George Ramsay RIP 20th August 2020.
Posted by celticman on Thu, 20 Aug 2020
I’m not sure when George was born, late ‘67, the year Celtic won the European Cup, or early ’68 when a storm lashed Scotland, taking many roofs off tenement buildings, 20 people were killed and many left homeless. I think there was a bit of both the glory and destruction in George. He’d once volunteered to play for the Dropp Inn when we were short of players and looking for bodies. I knew well he could play, having come up against him when he was younger and fitter. By that time he was about three stone overweight and half pissed, but then again we were a pub team and he rolled back the years by winning man of the match, which was picked by opposition teams (they should really have picked me – but for some reason, never did). George played another few games and I think he even went to training, but then he didn’t. The Hurricane part of him meant that he was always in a hurry for something else.
When he played you at pool, he’d also play the puggie, watch the racing on telly and slag somebody off at the bar for something they said. He beat me most times, but in the very odd occasion, when he beat himself and I won, he’d shake my hand. Sometimes he’d play cheeky, one-handed against me, but I’d play with one hand too. I’d a better chance of winning when we played with one hand, because he could play with two and I couldn’t.
Sometimes George appeared behind the bar. He’d been manager of the The Cawdor Vaults and liked to help out. He just couldn’t sit on his arse. You’d open the door and George would be doing deliveries for The Canton Wok. But The Cawdor neck of the woods was where he came from and where he was brought up. They’re knocking the flats down now he used to stay in. St Andrew’s school, a five minute walk for him, is now housing. George said he never really got over the loss of his mum. The Ramseys are one of those families like the Henry’s, if a stone dropped from the moon in that area odds on it would hit a Ramsey or a Henry.
But you could never remember all the Henry’s names. Ramsey’s were easy. They were all called Chop Ramsey. My elder brother Stephen (RIP) went to school with Sammy (Chop) Ramsay, who was a bit of a handful, even for a Ramsay. Then there was Joe (Chop) Ramsay. I went to school with Chop-Chop Ramsay (John) and then there was George (Chop) Ramsay. And they had a sister, Chopess Ramsay (OK, I don’t know her name).
They all married young and breed like Mormons or Irish Catholics, where women were meant to show their love by having twelve children or more. George and Anne quickly had Paul, Peter, Scott, Ryan, and Natalie, the baby of the family. Chop wouldn’t allow me to call her Chop, but the four boys, Chop, Chop, Chop, Chop, then Chop wandered away, probably for a pint and to put a bet on.
When Coral bookmakers were held up a few years ago, Chop chased the guy along the road and into the Business Park. Just imagine, as they used to say when he was playing fitba, if he was fit. Just imagine he caught the guy with the knife. He wouldn’t have shut up. You could hold a knife to his throat and he’d still tell you what’s for. I’m sure Chop couldn’t have given a shit if Coral lost money, but he was protecting his own, looking after his clan, Emma and Rachel that worked in the shop, also worked in the pub.
He used to shake his head and said, ‘I cannae watch Celtic, cause they’re shite’.
No point arguing with him, he supported them but they were shite. In Just a Boy’s Game, Frankie Miller played Jake McQuillan a hard man that worked in the yards, he was a crane operator. You’ll see a bit of Clydebank and what it was like in the seventies, when we were growing up. George was also a crane operator.
That’s a big thing. My dad worked in the yards too, but crane operators were always Protestants. Catholics were viewed as being unable to work complex machinery. Ironically, my next door neighbour, Mrs Bell was a crane operator during the Second Word War, but then again, she wasn’t Catholic. Crane operators were the elite and well paid.
George as well as being a crane operator was also the Trade Union official. He put his big mouth to good use. The person he didn’t represent well was himself. When he went on the sick with depression, he quit his job, because the storm brewing inside him was too much. He had to do something. Wouldn’t listen to anybody. Always moving.
Ironically, the last time I saw George was when we did the clappy thing outside The Dropp Inn, for Barry Brennan’s funeral at the start of Covid 19. Wearing a pair of shorts and t-shirt, because it was a scorcher of a day, Chop bounced out the front door of his house, next to the pub—which used to run a cable into the pub for bootleg Old Firm football matches—and he started hooting with laughter and slagging Big Pat off, right away. Might have been a funeral, but that didn’t mean he couldn’t slag you off. He knew everybody and everybody knew him. What’s not to like? After a hurricane, silence.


■ **EXERCISE REQUIREMENTS**: Write out each entry below exactly. Do not include the images.

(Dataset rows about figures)

==================================================

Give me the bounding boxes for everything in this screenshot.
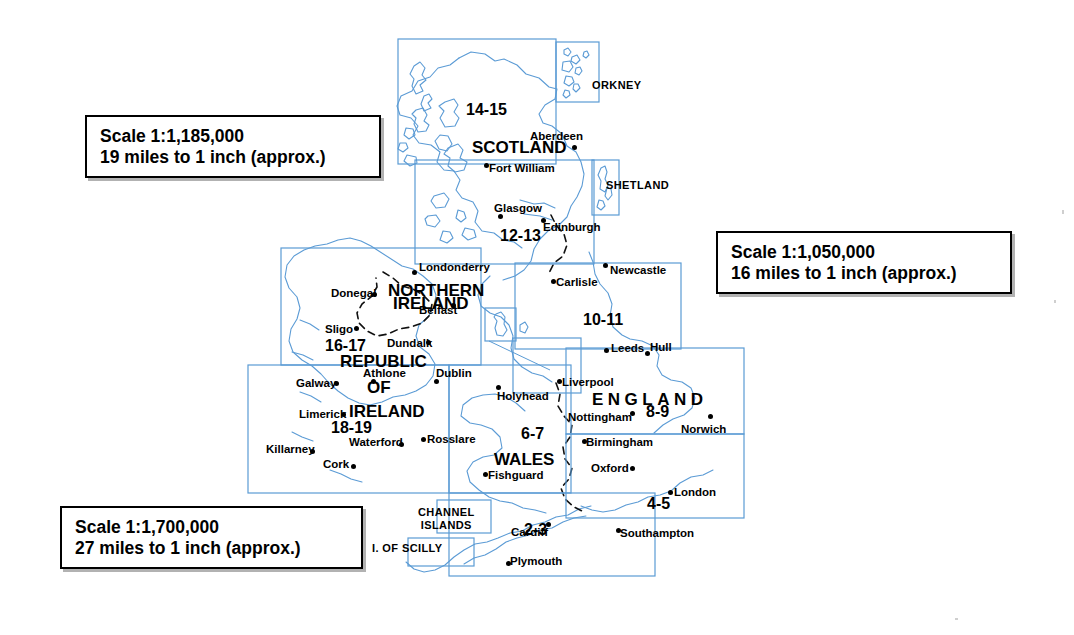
country-label: ENGLAND [592,391,708,408]
city-dot [557,379,562,384]
sheet-number[interactable]: 10-11 [583,312,623,328]
city-label: Londonderry [419,262,490,274]
city-dot [572,145,577,150]
city-dot [604,348,609,353]
scale-miles-text: 16 miles to 1 inch (approx.) [731,263,997,284]
sheet-number[interactable]: 4-5 [647,496,670,512]
city-label: Nottingham [568,412,632,424]
inset-region-label: I. OF SCILLY [372,543,442,554]
country-label: REPUBLIC [340,353,427,370]
city-dot [334,381,339,386]
city-label: Rosslare [427,434,476,446]
city-label: Fort William [489,163,555,175]
page-speckle [1062,210,1064,214]
city-label: Leeds [611,343,644,355]
city-dot [426,340,431,345]
country-label: IRELAND [393,295,469,312]
inset-region-label: CHANNEL ISLANDS [418,506,475,531]
scale-ratio-text: Scale 1:1,185,000 [100,126,366,147]
scale-miles-text: 19 miles to 1 inch (approx.) [100,147,366,168]
country-label: WALES [494,451,554,468]
box-orkney-inset [556,42,599,102]
scale-miles-text: 27 miles to 1 inch (approx.) [75,538,348,559]
country-label: SCOTLAND [472,139,566,156]
city-dot [354,326,359,331]
city-dot [551,279,556,284]
city-dot [434,379,439,384]
inset-region-label: SHETLAND [606,180,669,191]
city-dot [351,464,356,469]
city-label: Waterford [349,437,403,449]
scale-box-scotland: Scale 1:1,185,00019 miles to 1 inch (app… [85,115,381,178]
city-dot [412,270,417,275]
city-label: Plymouth [510,556,562,568]
city-dot [310,449,315,454]
city-dot [372,292,377,297]
sheet-number[interactable]: 6-7 [521,426,544,442]
scale-box-england: Scale 1:1,050,00016 miles to 1 inch (app… [716,231,1012,294]
map-index-page: AberdeenFort WilliamGlasgowEdinburghNewc… [0,0,1074,635]
city-label: Dublin [436,368,472,380]
city-label: Oxford [591,463,629,475]
city-dot [630,411,635,416]
city-dot [496,385,501,390]
country-label: IRELAND [349,403,425,420]
city-dot [645,351,650,356]
city-label: London [674,487,716,499]
city-dot [582,439,587,444]
sheet-number[interactable]: 18-19 [331,420,372,436]
inset-region-label: ORKNEY [592,80,641,91]
city-label: Donegal [331,288,376,300]
city-label: Hull [650,342,672,354]
country-label: OF [367,379,391,396]
city-label: Holyhead [497,391,549,403]
page-speckle [955,618,958,620]
city-label: Carlisle [556,277,598,289]
city-label: Norwich [681,424,726,436]
iom-leader-line [489,341,550,370]
city-dot [630,466,635,471]
city-label: Liverpool [562,377,614,389]
page-speckle [1054,300,1056,303]
city-label: Killarney [266,444,315,456]
city-dot [541,218,546,223]
city-label: Galway [296,378,336,390]
city-dot [708,414,713,419]
city-label: Birmingham [586,437,653,449]
city-label: Edinburgh [543,222,601,234]
scale-ratio-text: Scale 1:1,050,000 [731,242,997,263]
city-label: Fishguard [488,470,544,482]
sheet-number[interactable]: 2-3 [524,522,547,538]
city-dot [498,214,503,219]
scale-ratio-text: Scale 1:1,700,000 [75,517,348,538]
scale-box-ireland: Scale 1:1,700,00027 miles to 1 inch (app… [60,506,363,569]
city-label: Newcastle [610,265,666,277]
city-dot [484,163,489,168]
city-label: Southampton [620,528,694,540]
city-dot [341,412,346,417]
city-dot [603,263,608,268]
city-dot [483,472,488,477]
city-label: Glasgow [494,203,542,215]
city-label: Sligo [325,324,353,336]
city-dot [421,437,426,442]
city-dot [506,561,511,566]
sheet-number[interactable]: 14-15 [466,102,507,118]
sheet-number[interactable]: 12-13 [500,228,541,244]
city-dot [616,528,621,533]
city-label: Cork [323,459,349,471]
city-dot [399,442,404,447]
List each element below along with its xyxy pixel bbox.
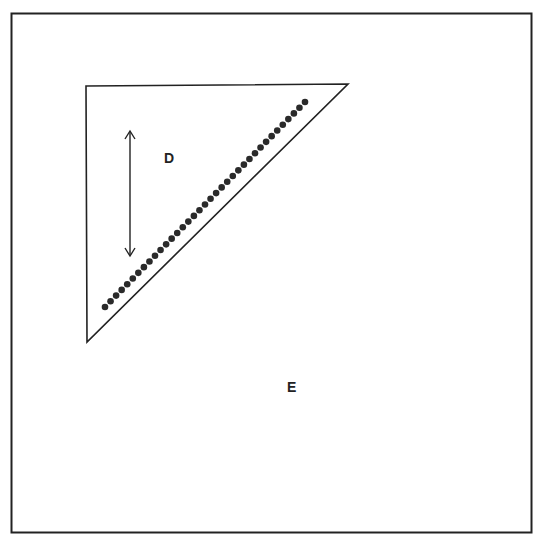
dot	[113, 292, 120, 299]
dot	[191, 213, 198, 220]
dot	[124, 281, 131, 288]
dot	[296, 104, 303, 111]
outer-region-box	[12, 14, 532, 533]
dot	[235, 167, 242, 174]
dot	[229, 173, 236, 180]
dot	[102, 304, 109, 311]
dot	[302, 99, 309, 106]
dot	[241, 161, 248, 168]
dot	[213, 190, 220, 197]
dot	[224, 178, 231, 185]
dot	[107, 298, 114, 305]
dot	[207, 196, 214, 203]
dot	[218, 184, 225, 191]
dot	[118, 287, 125, 294]
dot	[291, 110, 298, 117]
dot	[129, 275, 136, 282]
dot	[252, 150, 259, 157]
dot	[257, 144, 264, 151]
dot	[141, 264, 148, 271]
dot	[179, 224, 186, 231]
dot	[268, 133, 275, 140]
dot	[135, 270, 142, 277]
label-e: E	[287, 379, 296, 395]
dot	[146, 258, 153, 265]
dot	[246, 156, 253, 163]
dot	[163, 241, 170, 248]
dot	[196, 207, 203, 214]
dot	[263, 139, 270, 146]
dot	[185, 218, 192, 225]
dot	[285, 116, 292, 123]
dot-line	[102, 99, 309, 311]
dot	[202, 201, 209, 208]
diagram-canvas: D E	[0, 0, 541, 545]
dot	[168, 235, 175, 242]
dot	[274, 127, 281, 134]
dot	[157, 247, 164, 254]
inner-triangle-region	[86, 84, 348, 342]
dot	[174, 230, 181, 237]
dot	[152, 252, 159, 259]
double-arrow-icon	[125, 131, 135, 256]
label-d: D	[164, 150, 174, 166]
dot	[279, 121, 286, 128]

==================================================

■ **EXPECTED OUTPUT**:
Give me the bounding boxes for everything in this screenshot.
country-label: ENGLAND [592,391,708,408]
city-dot [557,379,562,384]
sheet-number[interactable]: 10-11 [583,312,623,328]
city-label: Londonderry [419,262,490,274]
city-dot [572,145,577,150]
city-dot [604,348,609,353]
scale-miles-text: 16 miles to 1 inch (approx.) [731,263,997,284]
sheet-number[interactable]: 4-5 [647,496,670,512]
city-label: Nottingham [568,412,632,424]
inset-region-label: I. OF SCILLY [372,543,442,554]
country-label: REPUBLIC [340,353,427,370]
city-dot [334,381,339,386]
city-label: Rosslare [427,434,476,446]
city-label: Fort William [489,163,555,175]
page-speckle [1062,210,1064,214]
city-label: Leeds [611,343,644,355]
city-dot [426,340,431,345]
country-label: IRELAND [393,295,469,312]
inset-region-label: CHANNEL ISLANDS [418,506,475,531]
scale-ratio-text: Scale 1:1,185,000 [100,126,366,147]
scale-miles-text: 19 miles to 1 inch (approx.) [100,147,366,168]
country-label: WALES [494,451,554,468]
box-orkney-inset [556,42,599,102]
scale-miles-text: 27 miles to 1 inch (approx.) [75,538,348,559]
country-label: SCOTLAND [472,139,566,156]
city-dot [354,326,359,331]
city-dot [551,279,556,284]
city-dot [434,379,439,384]
inset-region-label: SHETLAND [606,180,669,191]
city-dot [351,464,356,469]
city-label: Waterford [349,437,403,449]
scale-box-scotland: Scale 1:1,185,00019 miles to 1 inch (app… [85,115,381,178]
city-dot [412,270,417,275]
city-label: Plymouth [510,556,562,568]
city-dot [310,449,315,454]
city-dot [372,292,377,297]
sheet-number[interactable]: 6-7 [521,426,544,442]
scale-box-england: Scale 1:1,050,00016 miles to 1 inch (app… [716,231,1012,294]
map-index-page: AberdeenFort WilliamGlasgowEdinburghNewc… [0,0,1074,635]
city-label: Dublin [436,368,472,380]
city-label: Oxford [591,463,629,475]
city-dot [630,411,635,416]
city-dot [496,385,501,390]
country-label: IRELAND [349,403,425,420]
city-dot [645,351,650,356]
city-label: London [674,487,716,499]
city-dot [582,439,587,444]
sheet-number[interactable]: 18-19 [331,420,372,436]
inset-region-label: ORKNEY [592,80,641,91]
city-label: Donegal [331,288,376,300]
city-label: Hull [650,342,672,354]
country-label: OF [367,379,391,396]
city-label: Holyhead [497,391,549,403]
page-speckle [955,618,958,620]
city-label: Carlisle [556,277,598,289]
city-label: Norwich [681,424,726,436]
iom-leader-line [489,341,550,370]
city-dot [630,466,635,471]
city-label: Liverpool [562,377,614,389]
page-speckle [1054,300,1056,303]
city-label: Killarney [266,444,315,456]
city-dot [541,218,546,223]
city-label: Galway [296,378,336,390]
city-dot [708,414,713,419]
city-label: Birmingham [586,437,653,449]
city-label: Edinburgh [543,222,601,234]
scale-ratio-text: Scale 1:1,050,000 [731,242,997,263]
city-label: Fishguard [488,470,544,482]
sheet-number[interactable]: 2-3 [524,522,547,538]
city-dot [498,214,503,219]
scale-ratio-text: Scale 1:1,700,000 [75,517,348,538]
scale-box-ireland: Scale 1:1,700,00027 miles to 1 inch (app… [60,506,363,569]
city-label: Newcastle [610,265,666,277]
city-dot [484,163,489,168]
city-label: Southampton [620,528,694,540]
city-dot [341,412,346,417]
city-dot [603,263,608,268]
city-dot [483,472,488,477]
city-label: Glasgow [494,203,542,215]
city-label: Sligo [325,324,353,336]
city-dot [421,437,426,442]
city-dot [506,561,511,566]
sheet-number[interactable]: 14-15 [466,102,507,118]
sheet-number[interactable]: 12-13 [500,228,541,244]
city-dot [616,528,621,533]
city-label: Cork [323,459,349,471]
city-dot [399,442,404,447]
List each element below along with its xyxy pixel bbox.
dot	[113, 292, 120, 299]
dot	[191, 213, 198, 220]
dot	[124, 281, 131, 288]
dot	[296, 104, 303, 111]
outer-region-box	[12, 14, 532, 533]
dot	[235, 167, 242, 174]
dot	[229, 173, 236, 180]
dot	[102, 304, 109, 311]
dot	[302, 99, 309, 106]
dot	[241, 161, 248, 168]
dot	[213, 190, 220, 197]
dot	[224, 178, 231, 185]
dot	[107, 298, 114, 305]
dot	[207, 196, 214, 203]
dot	[218, 184, 225, 191]
dot	[118, 287, 125, 294]
dot	[291, 110, 298, 117]
dot	[129, 275, 136, 282]
dot	[252, 150, 259, 157]
dot	[257, 144, 264, 151]
dot	[141, 264, 148, 271]
dot	[179, 224, 186, 231]
dot	[268, 133, 275, 140]
dot	[135, 270, 142, 277]
label-e: E	[287, 379, 296, 395]
dot	[146, 258, 153, 265]
dot	[246, 156, 253, 163]
dot	[163, 241, 170, 248]
dot	[196, 207, 203, 214]
dot	[263, 139, 270, 146]
dot	[185, 218, 192, 225]
dot	[285, 116, 292, 123]
dot-line	[102, 99, 309, 311]
dot	[202, 201, 209, 208]
diagram-canvas: D E	[0, 0, 541, 545]
dot	[168, 235, 175, 242]
dot	[274, 127, 281, 134]
dot	[157, 247, 164, 254]
inner-triangle-region	[86, 84, 348, 342]
dot	[174, 230, 181, 237]
dot	[152, 252, 159, 259]
double-arrow-icon	[125, 131, 135, 256]
label-d: D	[164, 150, 174, 166]
dot	[279, 121, 286, 128]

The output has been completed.